|
Newest Reviews: New Movies - Abraham Lincoln: Vampire Hunter Old Movies - Touki Bouki: The Journey of the Hyena The Strange Affair of Uncle Harry Archives - Recap: 2000, 2001, 2002, 2003, 2004 , 2005, 2006, 2007 , 2008 , 2009 , 2010 , 2011 , 2012
|
The Tuxedo (Kevin Donovan) 2002 The opening moments of the cheerfully stupid new Jackie Chan vehicle The Tuxedo waste no time in establishing the film as a parody of so many self-serious spy thrillers. A majestic riverbank becomes more regal when a strapping deer wanders into frame. Within seconds, though, the illusion is shattered as the buck starts pissing into the river, and the camera follows the stream of urine downstream and into the bottled water processing plant that serves as the base of operations of the film’s supervillain, who intends to use his liquid distribution system to control the world’s economy. This preposterous setup shows The Tuxedo at its crudest, since it never again descends into gross-out gags, but it effectively tells us that we’re to take nothing seriously in the film. How anyone could make the mistake of taking The Tuxedo seriously, though, is beyond me. It’s a straightforward shaggy dog story that traces the evolution of Jimmy Tong (Jackie Chan) from loser to winner as he moves from being cabbie to chauffer to secret agent. When Jimmy asks a suave ladies’ man how he’s so successful, he’s told, “ninety percent of it is in the clothes,” and surely enough that’s Tong’s formula to success. Thanks to a high-tech tuxedo, which allows him to become a marital arts and ballroom dancing expert, he has no trouble slipping into his new role. Chan’s physical spasms are frequently funny, since the look on his face usually seems completely at odds with the movements his body is making. Testing credibility even further is the introduction of busty ex-teenybopper Jennifer Love Hewitt as a research scientist turned spy. Though her presence doesn’t quite induce as much as head scratching as Denise Richards’ nuclear physicist from The World is Not Enough did (mostly because of the satiric bent of this film, which is about as far from Bond’s sexy brand of seriousness as possible) you don’t believe her for a minute, but somehow that discordance works in the picture’s favor.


Instructions to follow: Go through the data that follows and restate each line exactly as it reads.

#### Records for this exercise

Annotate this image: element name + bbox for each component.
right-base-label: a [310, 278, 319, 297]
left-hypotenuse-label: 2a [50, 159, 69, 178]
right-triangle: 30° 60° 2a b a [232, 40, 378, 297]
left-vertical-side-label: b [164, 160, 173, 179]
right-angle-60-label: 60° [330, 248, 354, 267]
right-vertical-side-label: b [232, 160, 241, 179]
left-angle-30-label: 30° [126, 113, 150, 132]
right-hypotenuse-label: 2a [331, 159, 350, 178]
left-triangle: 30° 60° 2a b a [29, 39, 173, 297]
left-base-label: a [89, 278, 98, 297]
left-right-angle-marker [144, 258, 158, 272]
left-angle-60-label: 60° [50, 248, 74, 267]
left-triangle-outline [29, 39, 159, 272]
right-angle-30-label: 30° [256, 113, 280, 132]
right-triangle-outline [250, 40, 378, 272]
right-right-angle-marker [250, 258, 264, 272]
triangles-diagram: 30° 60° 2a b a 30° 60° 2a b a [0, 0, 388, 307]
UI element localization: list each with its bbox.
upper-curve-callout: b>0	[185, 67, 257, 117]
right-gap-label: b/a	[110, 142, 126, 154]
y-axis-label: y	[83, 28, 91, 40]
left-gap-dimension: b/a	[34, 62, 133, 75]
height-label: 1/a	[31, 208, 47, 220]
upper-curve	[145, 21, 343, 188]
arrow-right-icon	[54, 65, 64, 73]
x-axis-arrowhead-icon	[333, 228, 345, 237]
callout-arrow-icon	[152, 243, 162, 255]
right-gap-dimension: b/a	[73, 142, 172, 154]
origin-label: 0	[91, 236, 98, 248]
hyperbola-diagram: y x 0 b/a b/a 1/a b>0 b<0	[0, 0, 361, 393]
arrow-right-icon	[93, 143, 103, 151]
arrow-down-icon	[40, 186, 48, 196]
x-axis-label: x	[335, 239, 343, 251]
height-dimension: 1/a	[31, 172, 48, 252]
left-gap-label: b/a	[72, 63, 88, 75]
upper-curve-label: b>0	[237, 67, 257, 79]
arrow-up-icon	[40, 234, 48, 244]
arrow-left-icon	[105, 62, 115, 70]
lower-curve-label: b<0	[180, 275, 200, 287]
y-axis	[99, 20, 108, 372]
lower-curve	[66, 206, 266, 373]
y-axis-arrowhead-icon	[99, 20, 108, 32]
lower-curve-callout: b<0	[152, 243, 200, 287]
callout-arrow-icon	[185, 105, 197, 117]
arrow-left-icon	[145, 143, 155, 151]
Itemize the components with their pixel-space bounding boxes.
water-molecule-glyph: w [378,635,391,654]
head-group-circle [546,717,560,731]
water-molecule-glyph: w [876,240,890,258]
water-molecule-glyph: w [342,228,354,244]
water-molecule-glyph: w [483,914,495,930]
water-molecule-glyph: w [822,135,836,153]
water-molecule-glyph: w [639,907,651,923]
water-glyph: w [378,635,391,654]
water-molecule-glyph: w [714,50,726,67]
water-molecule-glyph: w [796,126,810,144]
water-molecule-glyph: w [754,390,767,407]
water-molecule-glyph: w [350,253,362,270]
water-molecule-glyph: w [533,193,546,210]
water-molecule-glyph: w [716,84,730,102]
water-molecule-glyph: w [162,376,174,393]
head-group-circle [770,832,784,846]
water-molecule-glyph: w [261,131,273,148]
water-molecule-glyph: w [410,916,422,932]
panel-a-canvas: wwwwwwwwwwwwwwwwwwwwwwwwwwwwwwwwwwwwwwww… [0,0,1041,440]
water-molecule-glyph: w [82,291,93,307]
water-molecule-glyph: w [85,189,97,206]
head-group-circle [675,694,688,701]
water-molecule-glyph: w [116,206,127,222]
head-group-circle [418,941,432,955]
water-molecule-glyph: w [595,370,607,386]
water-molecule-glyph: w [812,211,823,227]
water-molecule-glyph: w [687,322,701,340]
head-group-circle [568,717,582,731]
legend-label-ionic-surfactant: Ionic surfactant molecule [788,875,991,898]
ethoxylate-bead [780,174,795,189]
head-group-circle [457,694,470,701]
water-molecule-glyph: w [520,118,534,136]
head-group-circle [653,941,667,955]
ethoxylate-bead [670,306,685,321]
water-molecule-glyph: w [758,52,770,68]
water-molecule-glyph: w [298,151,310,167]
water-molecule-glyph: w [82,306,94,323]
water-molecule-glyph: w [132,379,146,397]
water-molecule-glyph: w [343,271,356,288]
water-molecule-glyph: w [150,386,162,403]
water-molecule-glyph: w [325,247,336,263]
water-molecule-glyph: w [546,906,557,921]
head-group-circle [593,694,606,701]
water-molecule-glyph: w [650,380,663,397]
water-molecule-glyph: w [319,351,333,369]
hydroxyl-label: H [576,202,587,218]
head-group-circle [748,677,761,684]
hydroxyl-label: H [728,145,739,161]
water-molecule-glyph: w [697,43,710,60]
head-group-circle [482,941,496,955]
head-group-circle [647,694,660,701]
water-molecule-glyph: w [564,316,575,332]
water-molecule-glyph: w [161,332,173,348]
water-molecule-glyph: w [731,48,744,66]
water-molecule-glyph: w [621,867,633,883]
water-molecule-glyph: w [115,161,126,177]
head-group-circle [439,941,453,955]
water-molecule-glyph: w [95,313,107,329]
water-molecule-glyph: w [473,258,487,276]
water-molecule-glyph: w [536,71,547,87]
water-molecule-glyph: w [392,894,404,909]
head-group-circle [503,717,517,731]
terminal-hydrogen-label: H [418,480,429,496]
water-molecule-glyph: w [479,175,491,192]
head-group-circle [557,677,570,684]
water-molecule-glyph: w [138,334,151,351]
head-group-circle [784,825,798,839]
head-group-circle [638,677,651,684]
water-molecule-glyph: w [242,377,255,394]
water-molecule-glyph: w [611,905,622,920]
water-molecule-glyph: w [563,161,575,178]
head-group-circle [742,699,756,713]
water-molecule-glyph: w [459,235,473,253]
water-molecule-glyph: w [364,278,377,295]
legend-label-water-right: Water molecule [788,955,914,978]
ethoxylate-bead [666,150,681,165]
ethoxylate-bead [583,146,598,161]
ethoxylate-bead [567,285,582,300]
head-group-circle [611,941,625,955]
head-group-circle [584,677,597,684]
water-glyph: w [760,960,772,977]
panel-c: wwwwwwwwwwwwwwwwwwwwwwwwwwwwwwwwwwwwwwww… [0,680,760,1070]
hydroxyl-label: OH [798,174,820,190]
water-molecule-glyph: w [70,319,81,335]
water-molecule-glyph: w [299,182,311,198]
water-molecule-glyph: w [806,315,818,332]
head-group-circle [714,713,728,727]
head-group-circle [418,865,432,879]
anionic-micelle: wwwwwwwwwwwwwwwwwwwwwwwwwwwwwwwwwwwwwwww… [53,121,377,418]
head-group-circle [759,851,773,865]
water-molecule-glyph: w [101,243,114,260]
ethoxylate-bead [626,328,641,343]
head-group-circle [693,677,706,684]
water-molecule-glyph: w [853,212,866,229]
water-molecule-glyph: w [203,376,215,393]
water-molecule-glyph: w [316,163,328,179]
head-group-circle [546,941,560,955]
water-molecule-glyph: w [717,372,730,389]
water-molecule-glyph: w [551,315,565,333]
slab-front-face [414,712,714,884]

########

The completed task:
Annotate this image: element name + bbox for each component.
right-base-label: a [310, 278, 319, 297]
left-hypotenuse-label: 2a [50, 159, 69, 178]
right-triangle: 30° 60° 2a b a [232, 40, 378, 297]
left-vertical-side-label: b [164, 160, 173, 179]
right-angle-60-label: 60° [330, 248, 354, 267]
right-vertical-side-label: b [232, 160, 241, 179]
left-angle-30-label: 30° [126, 113, 150, 132]
right-hypotenuse-label: 2a [331, 159, 350, 178]
left-triangle: 30° 60° 2a b a [29, 39, 173, 297]
left-base-label: a [89, 278, 98, 297]
left-right-angle-marker [144, 258, 158, 272]
left-angle-60-label: 60° [50, 248, 74, 267]
left-triangle-outline [29, 39, 159, 272]
right-angle-30-label: 30° [256, 113, 280, 132]
right-triangle-outline [250, 40, 378, 272]
right-right-angle-marker [250, 258, 264, 272]
triangles-diagram: 30° 60° 2a b a 30° 60° 2a b a [0, 0, 388, 307]
UI element localization: list each with its bbox.
upper-curve-callout: b>0	[185, 67, 257, 117]
right-gap-label: b/a	[110, 142, 126, 154]
y-axis-label: y	[83, 28, 91, 40]
left-gap-dimension: b/a	[34, 62, 133, 75]
height-label: 1/a	[31, 208, 47, 220]
upper-curve	[145, 21, 343, 188]
arrow-right-icon	[54, 65, 64, 73]
x-axis-arrowhead-icon	[333, 228, 345, 237]
callout-arrow-icon	[152, 243, 162, 255]
right-gap-dimension: b/a	[73, 142, 172, 154]
origin-label: 0	[91, 236, 98, 248]
hyperbola-diagram: y x 0 b/a b/a 1/a b>0 b<0	[0, 0, 361, 393]
arrow-right-icon	[93, 143, 103, 151]
arrow-down-icon	[40, 186, 48, 196]
x-axis-label: x	[335, 239, 343, 251]
height-dimension: 1/a	[31, 172, 48, 252]
left-gap-label: b/a	[72, 63, 88, 75]
upper-curve-label: b>0	[237, 67, 257, 79]
arrow-up-icon	[40, 234, 48, 244]
arrow-left-icon	[105, 62, 115, 70]
lower-curve-label: b<0	[180, 275, 200, 287]
y-axis	[99, 20, 108, 372]
lower-curve	[66, 206, 266, 373]
y-axis-arrowhead-icon	[99, 20, 108, 32]
lower-curve-callout: b<0	[152, 243, 200, 287]
callout-arrow-icon	[185, 105, 197, 117]
arrow-left-icon	[145, 143, 155, 151]
Itemize the components with their pixel-space bounding boxes.
water-molecule-glyph: w [378,635,391,654]
head-group-circle [546,717,560,731]
water-molecule-glyph: w [876,240,890,258]
water-molecule-glyph: w [342,228,354,244]
water-molecule-glyph: w [483,914,495,930]
water-molecule-glyph: w [822,135,836,153]
water-molecule-glyph: w [639,907,651,923]
water-glyph: w [378,635,391,654]
water-molecule-glyph: w [714,50,726,67]
water-molecule-glyph: w [796,126,810,144]
water-molecule-glyph: w [754,390,767,407]
water-molecule-glyph: w [350,253,362,270]
water-molecule-glyph: w [533,193,546,210]
water-molecule-glyph: w [716,84,730,102]
water-molecule-glyph: w [162,376,174,393]
head-group-circle [770,832,784,846]
water-molecule-glyph: w [261,131,273,148]
water-molecule-glyph: w [410,916,422,932]
panel-a-canvas: wwwwwwwwwwwwwwwwwwwwwwwwwwwwwwwwwwwwwwww… [0,0,1041,440]
water-molecule-glyph: w [82,291,93,307]
water-molecule-glyph: w [85,189,97,206]
head-group-circle [675,694,688,701]
water-molecule-glyph: w [116,206,127,222]
head-group-circle [418,941,432,955]
water-molecule-glyph: w [595,370,607,386]
water-molecule-glyph: w [812,211,823,227]
water-molecule-glyph: w [687,322,701,340]
head-group-circle [568,717,582,731]
legend-label-ionic-surfactant: Ionic surfactant molecule [788,875,991,898]
ethoxylate-bead [780,174,795,189]
head-group-circle [457,694,470,701]
water-molecule-glyph: w [520,118,534,136]
head-group-circle [653,941,667,955]
ethoxylate-bead [670,306,685,321]
water-molecule-glyph: w [758,52,770,68]
water-molecule-glyph: w [298,151,310,167]
water-molecule-glyph: w [82,306,94,323]
water-molecule-glyph: w [132,379,146,397]
water-molecule-glyph: w [343,271,356,288]
water-molecule-glyph: w [150,386,162,403]
water-molecule-glyph: w [325,247,336,263]
water-molecule-glyph: w [546,906,557,921]
head-group-circle [593,694,606,701]
water-molecule-glyph: w [650,380,663,397]
water-molecule-glyph: w [319,351,333,369]
hydroxyl-label: H [576,202,587,218]
head-group-circle [748,677,761,684]
hydroxyl-label: H [728,145,739,161]
water-molecule-glyph: w [697,43,710,60]
head-group-circle [482,941,496,955]
head-group-circle [647,694,660,701]
water-molecule-glyph: w [564,316,575,332]
water-molecule-glyph: w [161,332,173,348]
water-molecule-glyph: w [731,48,744,66]
water-molecule-glyph: w [621,867,633,883]
water-molecule-glyph: w [115,161,126,177]
head-group-circle [439,941,453,955]
water-molecule-glyph: w [95,313,107,329]
water-molecule-glyph: w [473,258,487,276]
water-molecule-glyph: w [536,71,547,87]
water-molecule-glyph: w [392,894,404,909]
head-group-circle [503,717,517,731]
terminal-hydrogen-label: H [418,480,429,496]
water-molecule-glyph: w [479,175,491,192]
head-group-circle [557,677,570,684]
water-molecule-glyph: w [138,334,151,351]
head-group-circle [784,825,798,839]
head-group-circle [638,677,651,684]
water-molecule-glyph: w [242,377,255,394]
water-molecule-glyph: w [611,905,622,920]
water-molecule-glyph: w [563,161,575,178]
head-group-circle [742,699,756,713]
water-molecule-glyph: w [459,235,473,253]
water-molecule-glyph: w [364,278,377,295]
legend-label-water-right: Water molecule [788,955,914,978]
ethoxylate-bead [666,150,681,165]
ethoxylate-bead [583,146,598,161]
ethoxylate-bead [567,285,582,300]
head-group-circle [611,941,625,955]
head-group-circle [584,677,597,684]
water-glyph: w [760,960,772,977]
panel-c: wwwwwwwwwwwwwwwwwwwwwwwwwwwwwwwwwwwwwwww… [0,680,760,1070]
hydroxyl-label: OH [798,174,820,190]
water-molecule-glyph: w [70,319,81,335]
water-molecule-glyph: w [299,182,311,198]
water-molecule-glyph: w [806,315,818,332]
head-group-circle [714,713,728,727]
head-group-circle [418,865,432,879]
anionic-micelle: wwwwwwwwwwwwwwwwwwwwwwwwwwwwwwwwwwwwwwww… [53,121,377,418]
head-group-circle [759,851,773,865]
water-molecule-glyph: w [101,243,114,260]
ethoxylate-bead [626,328,641,343]
head-group-circle [693,677,706,684]
water-molecule-glyph: w [853,212,866,229]
water-molecule-glyph: w [203,376,215,393]
water-molecule-glyph: w [316,163,328,179]
head-group-circle [546,941,560,955]
water-molecule-glyph: w [717,372,730,389]
water-molecule-glyph: w [551,315,565,333]
slab-front-face [414,712,714,884]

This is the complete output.